The Maghrib Before the Maghrib
On Friday, April 16th at 12:00 PM MST.
The map of the western Mediterranean from an ancient perspective, from Carthaginians to Romans. What were the neighborhoods, what were the routes of communication? Why was the Visigothic king Alaric buried where he was? (Photo of the likely site attached)”
Jim O’Donnell is Professor in SHPRS and University Librarian. He has degrees from Princeton and Yale and worked and taught in late antique studies in the classics departments of Bryn Mawr, Cornell, and Penn for many years before serving as Provost at Georgetown from 2002-2012. He is a Fellow of the Medieval Academy and served as President of the American Philological Association in 2003. His scholarly work has concentrated on the fourth through sixth centuries CE and specially on Augustine of Hippo. His edition of Augustine’s Confessions in three volumes (1992) is a standard work, which he followed with Augustine: A New Biography in 2005. Since then he has published The Ruin of the Roman Empire (2008), Pagans (2015), and The War for Gaul (2019), a new translation with what he calls an impertinent commentary on Caesar’s account of his terrorist campaigns on the northern frontier. His Avatars of the Word (2008) studies the development of the technologies of communication in western cultures from ancient times to the rise of the Internet.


### What to do
Among the entries, which lines carry the string "axis"? Copy each of them.
Provided material below:
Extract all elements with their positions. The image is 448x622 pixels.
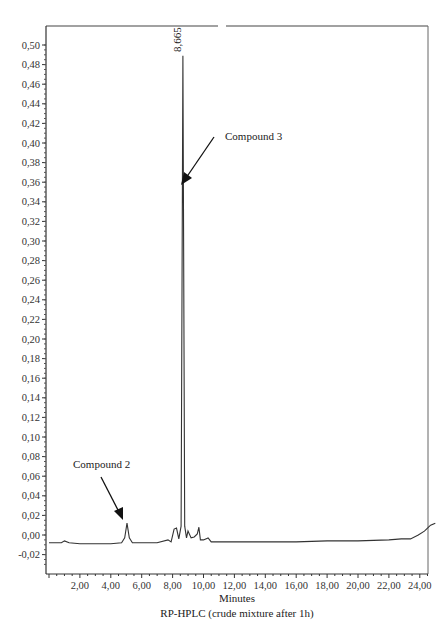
chart-title: RP-HPLC (crude mixture after 1h): [160, 607, 314, 620]
x-tick-label: 16,00: [284, 580, 308, 591]
x-tick-label: 2,00: [71, 580, 89, 591]
y-tick-label: 0,02: [22, 510, 40, 521]
y-tick-label: 0,08: [22, 451, 40, 462]
peak-retention-label: 8,665: [171, 27, 183, 52]
y-tick-label: 0,00: [22, 530, 40, 541]
y-tick-label: 0,38: [22, 157, 40, 168]
y-tick-label: 0,30: [22, 236, 40, 247]
x-axis-ticks: 2,004,006,008,0010,0012,0014,0016,0018,0…: [49, 574, 432, 591]
y-tick-label: 0,50: [22, 40, 40, 51]
y-tick-label: 0,26: [22, 275, 40, 286]
x-tick-label: 10,00: [192, 580, 216, 591]
x-tick-label: 18,00: [315, 580, 339, 591]
compound2-label: Compound 2: [73, 458, 130, 470]
y-tick-label: 0,42: [22, 118, 40, 129]
x-tick-label: 14,00: [253, 580, 277, 591]
x-tick-label: 22,00: [377, 580, 401, 591]
hplc-chromatogram: 0,500,480,460,440,420,400,380,360,340,32…: [0, 0, 448, 622]
x-tick-label: 6,00: [133, 580, 151, 591]
y-tick-label: 0,10: [22, 432, 40, 443]
chromatogram-trace: [49, 56, 435, 544]
y-tick-label: 0,14: [22, 392, 41, 403]
y-tick-label: 0,12: [22, 412, 40, 423]
y-tick-label: 0,34: [22, 196, 41, 207]
y-axis-ticks: 0,500,480,460,440,420,400,380,360,340,32…: [18, 40, 46, 565]
y-tick-label: 0,04: [22, 490, 41, 501]
y-tick-label: 0,22: [22, 314, 40, 325]
y-tick-label: 0,16: [22, 373, 40, 384]
y-tick-label: 0,06: [22, 471, 40, 482]
y-tick-label: 0,20: [22, 334, 40, 345]
y-tick-label: 0,40: [22, 138, 40, 149]
x-tick-label: 24,00: [408, 580, 432, 591]
compound2-arrow-icon: [101, 477, 123, 520]
y-tick-label: 0,36: [22, 177, 40, 188]
y-tick-label: 0,44: [22, 98, 41, 109]
y-tick-label: 0,24: [22, 294, 41, 305]
y-tick-label: 0,28: [22, 255, 40, 266]
x-axis-title: Minutes: [219, 592, 255, 604]
x-tick-label: 4,00: [102, 580, 120, 591]
x-tick-label: 12,00: [223, 580, 247, 591]
compound3-arrow-icon: [181, 137, 214, 185]
x-tick-label: 8,00: [163, 580, 181, 591]
x-tick-label: 20,00: [346, 580, 370, 591]
y-tick-label: -0,02: [18, 549, 40, 560]
compound3-label: Compound 3: [225, 130, 283, 142]
plot-frame: [46, 26, 428, 574]
y-tick-label: 0,32: [22, 216, 40, 227]
y-tick-label: 0,46: [22, 79, 40, 90]
y-tick-label: 0,18: [22, 353, 40, 364]
y-tick-label: 0,48: [22, 59, 40, 70]
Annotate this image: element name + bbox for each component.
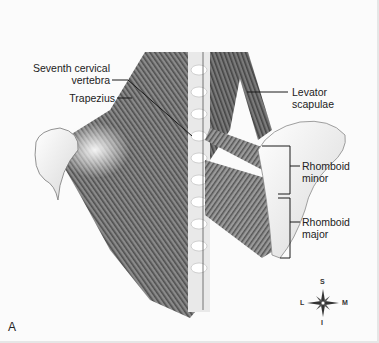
- label-trapezius: Trapezius: [40, 92, 115, 104]
- compass-rose-icon: [307, 289, 339, 317]
- label-levator-scapulae: Levator scapulae: [292, 86, 334, 110]
- label-rhomboid-minor: Rhomboid minor: [302, 160, 350, 184]
- compass-inferior: I: [321, 319, 323, 326]
- levator-scapulae-muscle: [232, 52, 272, 140]
- anatomy-figure: Seventh cervical vertebra Trapezius Leva…: [0, 0, 379, 343]
- label-seventh-cervical-vertebra: Seventh cervical vertebra: [20, 62, 110, 86]
- compass-superior: S: [320, 278, 325, 285]
- compass-medial: M: [342, 299, 348, 306]
- label-rhomboid-major: Rhomboid major: [302, 216, 350, 240]
- panel-label: A: [8, 320, 16, 334]
- compass-lateral: L: [300, 299, 304, 306]
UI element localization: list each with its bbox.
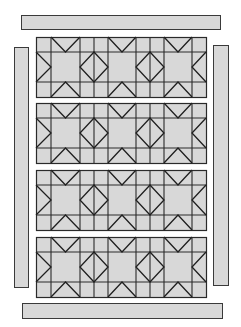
row-background	[37, 104, 207, 164]
left-border	[15, 48, 29, 288]
quilt-block-rows	[36, 37, 207, 298]
block-row-2	[36, 103, 207, 164]
block-row-3	[36, 170, 207, 231]
quilt-diagram	[0, 0, 241, 327]
row-background	[37, 38, 207, 98]
right-border	[214, 46, 229, 286]
block-row-1	[36, 37, 207, 98]
top-border	[22, 16, 221, 30]
block-row-4	[36, 237, 207, 298]
row-background	[37, 238, 207, 298]
bottom-border	[23, 304, 223, 319]
row-background	[37, 171, 207, 231]
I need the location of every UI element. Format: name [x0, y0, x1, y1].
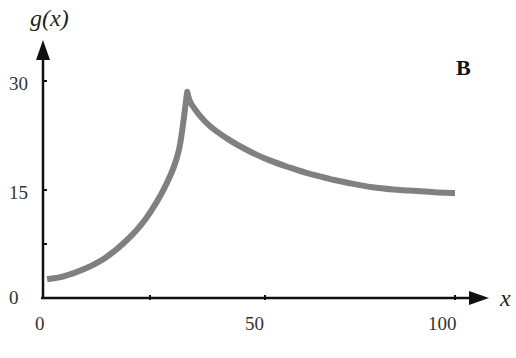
y-tick-label-15: 15: [9, 182, 28, 203]
y-tick-label-30: 30: [9, 73, 28, 94]
x-axis-label: x: [499, 285, 511, 311]
x-tick-label-100: 100: [428, 313, 457, 334]
chart-figure: 30 15 0 0 50 100 g(x) x B: [0, 0, 516, 358]
x-tick-label-50: 50: [245, 313, 264, 334]
y-axis-label: g(x): [30, 5, 69, 31]
y-tick-label-0: 0: [9, 287, 19, 308]
panel-label: B: [456, 55, 471, 80]
y-axis-arrow-icon: [36, 40, 50, 60]
x-axis-arrow-icon: [469, 291, 489, 305]
g-curve: [47, 92, 455, 280]
x-tick-label-0: 0: [35, 313, 45, 334]
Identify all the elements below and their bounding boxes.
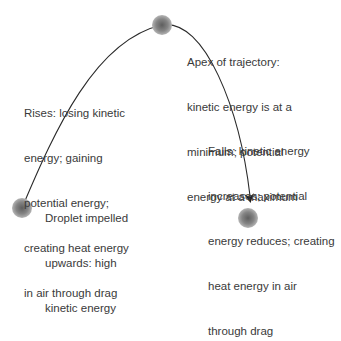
falls-line-1: Falls: kinetic energy bbox=[208, 144, 335, 159]
falls-line-5: through drag bbox=[208, 324, 335, 339]
rises-line-1: Rises: losing kinetic bbox=[24, 106, 129, 121]
falls-line-2: increases; potential bbox=[208, 189, 335, 204]
falls-label: Falls: kinetic energy increases; potenti… bbox=[208, 114, 335, 341]
droplet-apex bbox=[152, 15, 172, 35]
droplet-line-3: kinetic energy bbox=[45, 301, 128, 316]
apex-line-2: kinetic energy is at a bbox=[187, 100, 298, 115]
apex-line-1: Apex of trajectory: bbox=[187, 55, 298, 70]
droplet-label: Droplet impelled upwards: high kinetic e… bbox=[45, 181, 128, 331]
droplet-line-1: Droplet impelled bbox=[45, 211, 128, 226]
falls-line-3: energy reduces; creating bbox=[208, 234, 335, 249]
rises-line-2: energy; gaining bbox=[24, 151, 129, 166]
falls-line-4: heat energy in air bbox=[208, 279, 335, 294]
droplet-line-2: upwards: high bbox=[45, 256, 128, 271]
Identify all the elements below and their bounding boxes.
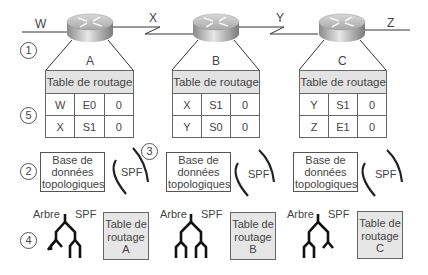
table-row: W E0 0 [46,94,134,116]
routing-table-c: Table de routage Y S1 0 Z E1 0 [299,70,387,138]
routing-table-a: Table de routage W E0 0 X S1 0 [45,70,134,138]
tree-label-arbre-c: Arbre [287,208,314,220]
network-label-z: Z [387,17,394,29]
step-4-marker: 4 [20,232,37,249]
network-label-y: Y [276,12,284,24]
final-routing-table-b: Table de routage B [230,212,276,260]
tree-label-arbre-a: Arbre [33,208,60,220]
network-label-w: W [35,18,46,30]
tree-label-spf-c: SPF [328,208,349,220]
table-row: X S1 0 [46,116,134,138]
step-3-marker: 3 [141,143,158,160]
table-row: Y S1 0 [300,94,387,116]
tree-label-arbre-b: Arbre [160,208,187,220]
router-name-a: A [86,55,94,67]
step-2-marker: 2 [20,163,37,180]
step-5-marker: 5 [20,107,37,124]
spf-tree-b-icon [176,214,206,258]
routing-table-header: Table de routage [46,71,134,94]
router-c-icon [319,14,365,42]
router-b-icon [193,14,239,42]
topology-database-b: Base de données topologiques [166,152,231,192]
network-label-x: X [149,12,157,24]
topology-database-a: Base de données topologiques [40,152,105,192]
routing-table-header: Table de routage [173,71,260,94]
routing-table-b: Table de routage X S1 0 Y S0 0 [172,70,260,138]
link-y [235,27,318,34]
spf-label-b: SPF [248,168,269,180]
spf-tree-c-icon [304,214,333,258]
tree-label-spf-a: SPF [75,208,96,220]
link-x [112,27,195,34]
table-row: Y S0 0 [173,116,260,138]
router-name-c: C [338,55,347,67]
table-row: X S1 0 [173,94,260,116]
router-name-b: B [212,55,220,67]
spf-label-a: SPF [121,166,142,178]
final-routing-table-a: Table de routage A [103,212,149,260]
spf-tree-a-icon [48,214,80,258]
spf-label-c: SPF [375,168,396,180]
table-row: Z E1 0 [300,116,387,138]
tree-label-spf-b: SPF [201,208,222,220]
router-a-icon [67,14,113,42]
final-routing-table-c: Table de routage C [357,211,403,259]
routing-table-header: Table de routage [300,71,387,94]
step-1-marker: 1 [20,42,37,59]
topology-database-c: Base de données topologiques [293,152,358,192]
End of Provided material.
### Solution to this task
x-axis-ticks: 2,004,006,008,0010,0012,0014,0016,0018,0…: [49, 574, 432, 591]
y-axis-ticks: 0,500,480,460,440,420,400,380,360,340,32…: [18, 40, 46, 565]
x-axis-title: Minutes: [219, 592, 255, 604]
x-axis-label: x: [499, 285, 511, 311]
y-axis-label: g(x): [30, 5, 69, 31]
y-axis-arrow-icon: [36, 40, 50, 60]
x-axis-arrow-icon: [469, 291, 489, 305]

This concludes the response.